Stored data entries:
BEGIN

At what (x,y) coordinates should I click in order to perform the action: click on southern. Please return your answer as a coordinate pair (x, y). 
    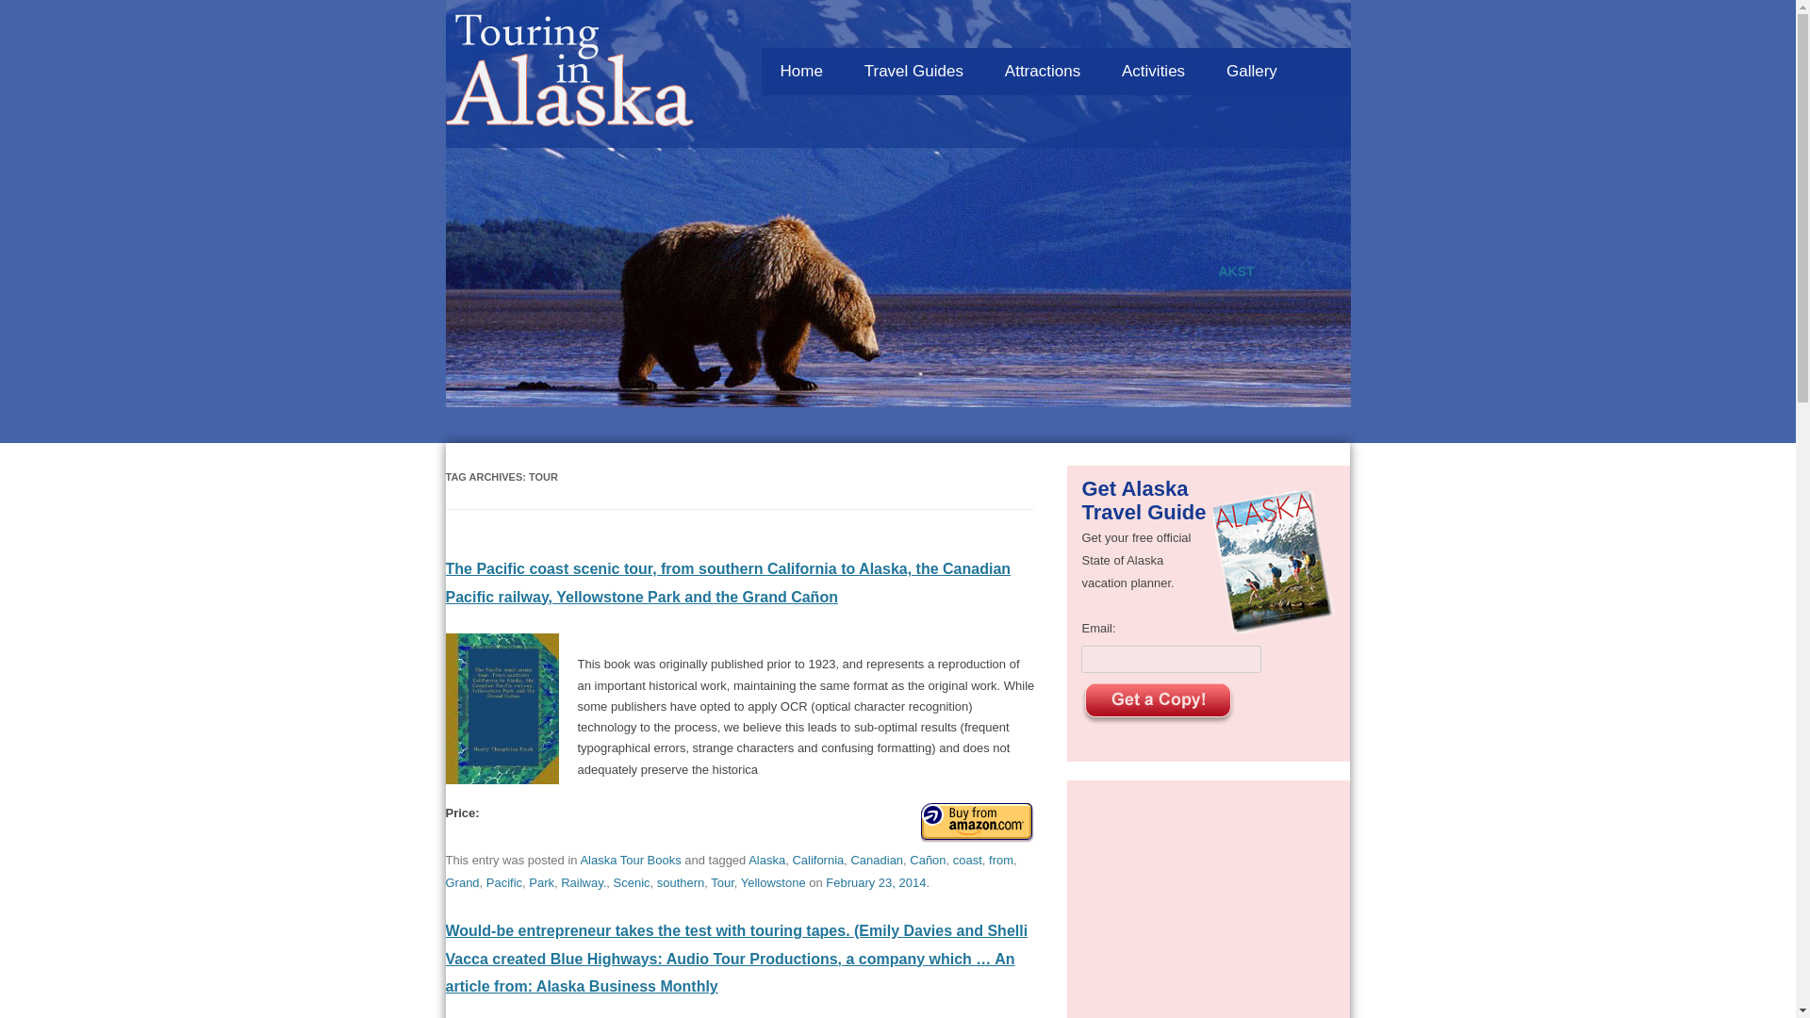
    Looking at the image, I should click on (681, 883).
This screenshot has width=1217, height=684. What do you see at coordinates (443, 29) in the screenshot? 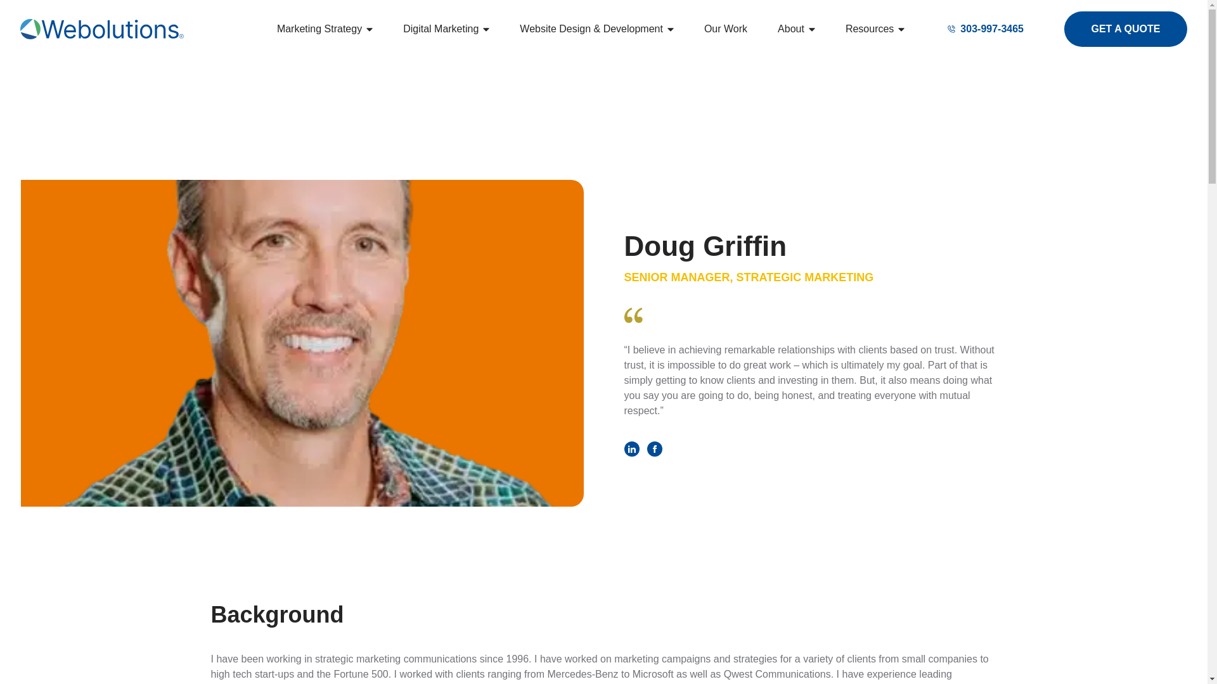
I see `Digital Marketing` at bounding box center [443, 29].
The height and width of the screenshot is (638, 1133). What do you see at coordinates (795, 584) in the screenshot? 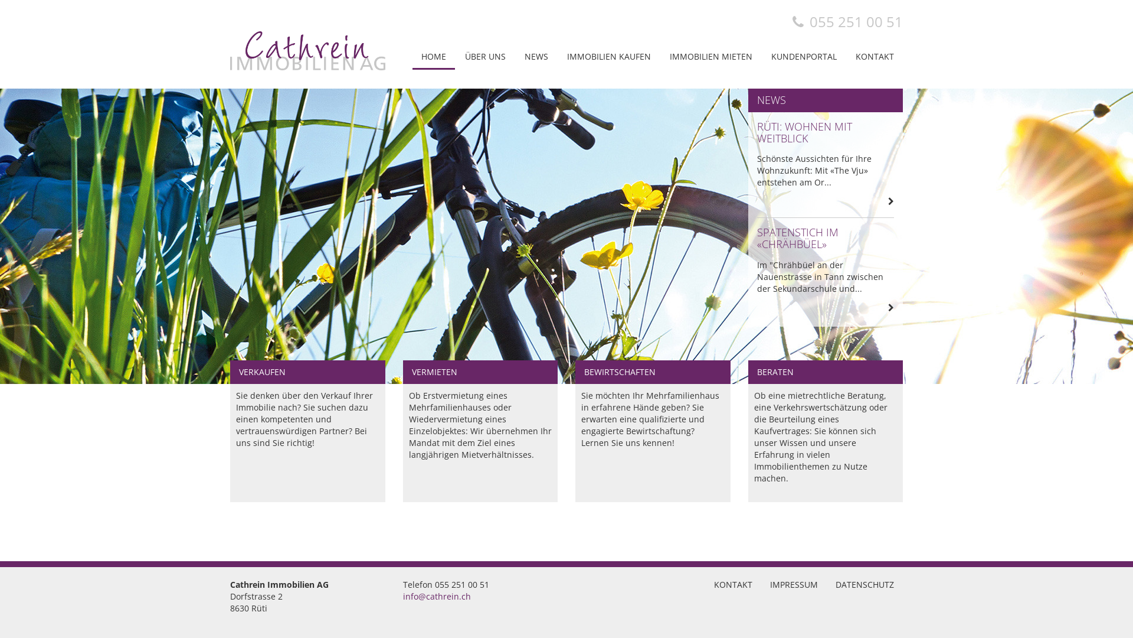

END

__About this task__. Repeat the entries exactly, without pictures.

__Response to this exercise__.
At what (x,y) coordinates should I click in order to perform the action: click on southern. Please return your answer as a coordinate pair (x, y). 
    Looking at the image, I should click on (681, 883).
This screenshot has width=1217, height=684. What do you see at coordinates (443, 29) in the screenshot? 
I see `Digital Marketing` at bounding box center [443, 29].
The height and width of the screenshot is (638, 1133). What do you see at coordinates (795, 584) in the screenshot? 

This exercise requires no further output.